A New Proposal to Address U.S. Immigration Future Flow Needs

Report release with MPI Senior Fellow and Director of the U.S. Immigration Policy Program; MPI Associate Policy Analyst; MPI Senior Policy Analyst; National Immigration Forum Senior Advisor; and ImmigrationWorks USA President.

“Future flows” of both temporary and permanent immigrant workers represent a crucial component of any comprehensive immigration reform, and will be key to ensuring both that future U.S. labor market needs can be met and will occur through legal, orderly channels.  Already, the overwhelming majority of permanent labor market immigrants adjust from a temporary employment visa, but the current system makes this path to permanent status complicated, administratively burdensome, and economically inefficient. The result is a great deal of uncertainty and the loss of many talented immigrant workers. 
 
MPI’s report, released at this event, recommends a new visa stream called provisional visas.  The report examines how provisional visas can alleviate employers’ administrative costs and provide them a more predictable workforce, enhance migrant workers' rights and ease immigrant integration, and smooth the transition from temporary to permanent status in a transparent and predictable manner. 
 
Report authors Doris Meissner, MPI Senior Fellow and Director of the U.S. Immigration Policy Program, and Madeleine Sumption, MPI Associate Policy Analyst, presented the report’s findings.

 

 

 

Speakers:

Doris Meissner, Senior Fellow and Director of the U.S. Immigration Policy Program, MPI

Madeleine Sumption, Associate Policy Analyst, MPI

Marc Rosenblum, Senior Policy Analyst, MPI

Jeanne Butterfield, Senior Advisor, National Immigration Forum

Tamar Jacoby, President, ImmigrationWorks USA

About the U.S. Immigration Policy Program

The U.S. Immigration Policy Program provides analysis of U.S. immigration pathways, the impacts of enforcement and other policies, and the characteristics of immigrant populations.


• [Aim of the task] However many lines the data holds, transcribe them all exactly.
=-=-=-=-=
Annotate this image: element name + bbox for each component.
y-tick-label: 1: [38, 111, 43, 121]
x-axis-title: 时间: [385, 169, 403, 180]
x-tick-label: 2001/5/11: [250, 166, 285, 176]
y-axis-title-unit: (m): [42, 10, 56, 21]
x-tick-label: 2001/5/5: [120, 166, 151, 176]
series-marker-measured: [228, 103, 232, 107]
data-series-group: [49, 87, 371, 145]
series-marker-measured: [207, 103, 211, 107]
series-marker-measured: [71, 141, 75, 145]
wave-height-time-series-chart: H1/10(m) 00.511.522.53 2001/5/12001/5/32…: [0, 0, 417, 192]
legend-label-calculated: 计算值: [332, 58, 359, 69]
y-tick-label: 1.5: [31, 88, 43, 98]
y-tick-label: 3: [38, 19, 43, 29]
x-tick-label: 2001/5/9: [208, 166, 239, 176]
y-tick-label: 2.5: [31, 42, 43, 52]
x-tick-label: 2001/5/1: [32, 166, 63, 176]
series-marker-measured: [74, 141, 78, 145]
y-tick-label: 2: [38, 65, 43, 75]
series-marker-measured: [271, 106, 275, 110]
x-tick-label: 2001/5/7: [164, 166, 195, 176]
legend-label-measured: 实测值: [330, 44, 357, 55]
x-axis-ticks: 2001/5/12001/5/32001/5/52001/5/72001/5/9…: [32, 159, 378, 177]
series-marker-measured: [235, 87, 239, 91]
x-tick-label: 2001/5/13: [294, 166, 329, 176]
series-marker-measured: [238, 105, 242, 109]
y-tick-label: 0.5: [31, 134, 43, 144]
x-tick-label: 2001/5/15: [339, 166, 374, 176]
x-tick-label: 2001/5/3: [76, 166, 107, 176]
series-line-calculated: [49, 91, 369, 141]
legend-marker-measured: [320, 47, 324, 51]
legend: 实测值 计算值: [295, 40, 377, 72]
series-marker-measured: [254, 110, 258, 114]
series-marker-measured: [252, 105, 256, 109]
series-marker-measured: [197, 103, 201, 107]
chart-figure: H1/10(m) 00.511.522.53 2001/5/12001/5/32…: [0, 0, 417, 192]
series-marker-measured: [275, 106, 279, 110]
=-=-=-=-=
• [Completed exercise]
Annotate this image: element name + bbox for each component.
y-tick-label: 1: [38, 111, 43, 121]
x-axis-title: 时间: [385, 169, 403, 180]
x-tick-label: 2001/5/11: [250, 166, 285, 176]
y-axis-title-unit: (m): [42, 10, 56, 21]
x-tick-label: 2001/5/5: [120, 166, 151, 176]
series-marker-measured: [228, 103, 232, 107]
data-series-group: [49, 87, 371, 145]
series-marker-measured: [207, 103, 211, 107]
series-marker-measured: [71, 141, 75, 145]
wave-height-time-series-chart: H1/10(m) 00.511.522.53 2001/5/12001/5/32…: [0, 0, 417, 192]
legend-label-calculated: 计算值: [332, 58, 359, 69]
y-tick-label: 1.5: [31, 88, 43, 98]
y-tick-label: 3: [38, 19, 43, 29]
x-tick-label: 2001/5/9: [208, 166, 239, 176]
y-tick-label: 2.5: [31, 42, 43, 52]
x-tick-label: 2001/5/1: [32, 166, 63, 176]
series-marker-measured: [74, 141, 78, 145]
y-tick-label: 2: [38, 65, 43, 75]
series-marker-measured: [271, 106, 275, 110]
x-tick-label: 2001/5/7: [164, 166, 195, 176]
legend-label-measured: 实测值: [330, 44, 357, 55]
x-axis-ticks: 2001/5/12001/5/32001/5/52001/5/72001/5/9…: [32, 159, 378, 177]
series-marker-measured: [235, 87, 239, 91]
x-tick-label: 2001/5/13: [294, 166, 329, 176]
series-marker-measured: [238, 105, 242, 109]
y-tick-label: 0.5: [31, 134, 43, 144]
x-tick-label: 2001/5/15: [339, 166, 374, 176]
x-tick-label: 2001/5/3: [76, 166, 107, 176]
series-line-calculated: [49, 91, 369, 141]
legend-marker-measured: [320, 47, 324, 51]
legend: 实测值 计算值: [295, 40, 377, 72]
series-marker-measured: [254, 110, 258, 114]
series-marker-measured: [252, 105, 256, 109]
series-marker-measured: [197, 103, 201, 107]
chart-figure: H1/10(m) 00.511.522.53 2001/5/12001/5/32…: [0, 0, 417, 192]
series-marker-measured: [275, 106, 279, 110]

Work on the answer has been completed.